December 21, 2017
The automated vehicle (AV) legislation in Congress has been put in park until next year, despite being in the fast lane for the past several months. Confronted with limited floor time and a number of concerns raised during Sen. John Thune’s (R-SD) attempt to hotline the bill, AV START (S. 1885) was unable to make it to the Senate floor before the holiday recess.
At first, it appeared that the House and Senate would – relatively speaking – breeze through their AV bills, thanks to wide bipartisan support for the emerging technology.
And, to some extent, they did – but in a Senate that only seems ableto pass legislation either through unanimous consent or the cumbersome cloture process, sometimes bipartisanship can only get so far.
The House bill, H.R. 3388, the SELF DRIVE Act, zoomed through the Digital Commerce and Consumer Protection Subcommittee, the Energy & Commerce Committee, and then the House floor with unanimous support every step of the way – even overcoming some partisan tensions.
On the other side of the Hill, even the world’s greatest deliberative body seemed to have some momentum behind it after the Senate Commerce, Science, and Transportation Committee passed it unanimously.
But AV START met a very different reality when Thune, who is the chair of Senate Commerce and wrote the bill with Sen. Gary Peters (D-MI), initiated the hotline process last month. One Republican and multiple Democrats placed holds – and some Democrats were especially vocal about their opposition.
Sen.
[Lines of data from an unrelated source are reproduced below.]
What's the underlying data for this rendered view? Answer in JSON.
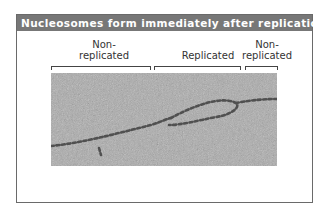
{
  "title": "Nucleosomes form immediately after replication",
  "labels": [
    {
      "id": "nonreplicated-left",
      "text_line1": "Non-",
      "text_line2": "replicated"
    },
    {
      "id": "replicated",
      "text_line1": "",
      "text_line2": "Replicated"
    },
    {
      "id": "nonreplicated-right",
      "text_line1": "Non-",
      "text_line2": "replicated"
    }
  ],
  "image": {
    "description": "electron micrograph of DNA replication bubble with nucleosomes",
    "background_color": "#a9a9a9",
    "strand_color": "#4a4a4a"
  }
}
Dianne Feinstein (D-CA) reportedly said last week that she was “strongly opposed” to AV START. “I do not want untested autonomous vehicles on the freeways which are complicated, move fast and are loaded with huge trucks,” she told Bloomberg Government.
Sen. Markey has pushed for stronger language around auto defect investigations, cybersecurity, and consumer privacy. Among the items on his wish list prior to the markup is the inclusion of his SPY CAR Act (S. 680), which would instruct NHTSA to set restrictive cybersecurity standards – a proposal that, some experts suggest, could be counterproductive.
As ETW first reported, Sen. Roger Wicker (R-MS) originally placed a hold due to his concerns that the bill could preempt the franchise laws for auto dealerships (which are set at the state level). However, sources indicate that Wicker’s concerns have been addressed and that he seems to have rescinded his hold.
(Ed. note: See this recent article for a longer explanation of auto dealers’ concerns.)
But competition for floor time has been fierce thanks to the Republican tax reform initiative, a seemingly constant fire drill to keep the federal government funded, and a $81.2 billion disaster relief bill – all of which took precedent over considering a bill about robot cars on the floor.
And throwing AV START on any of those end-of-year Christmas trees could threaten the increasingly fragile bipartisan support for AV legislation– something that has been a point of pride in both chambers.
So, in the meantime, Senate and House staff are getting a head start with informal “preconference” hearings to begin discussing their respective bills and hammering out early agreements. But even this could be futile if AV START is amended on its way out of the Senate.
Which is all to say that, despite being perhaps the most bipartisan and at times fastest-moving pieces of legislation this year, AV START and SELF DRIVE are parked until at least the first quarter of 2018.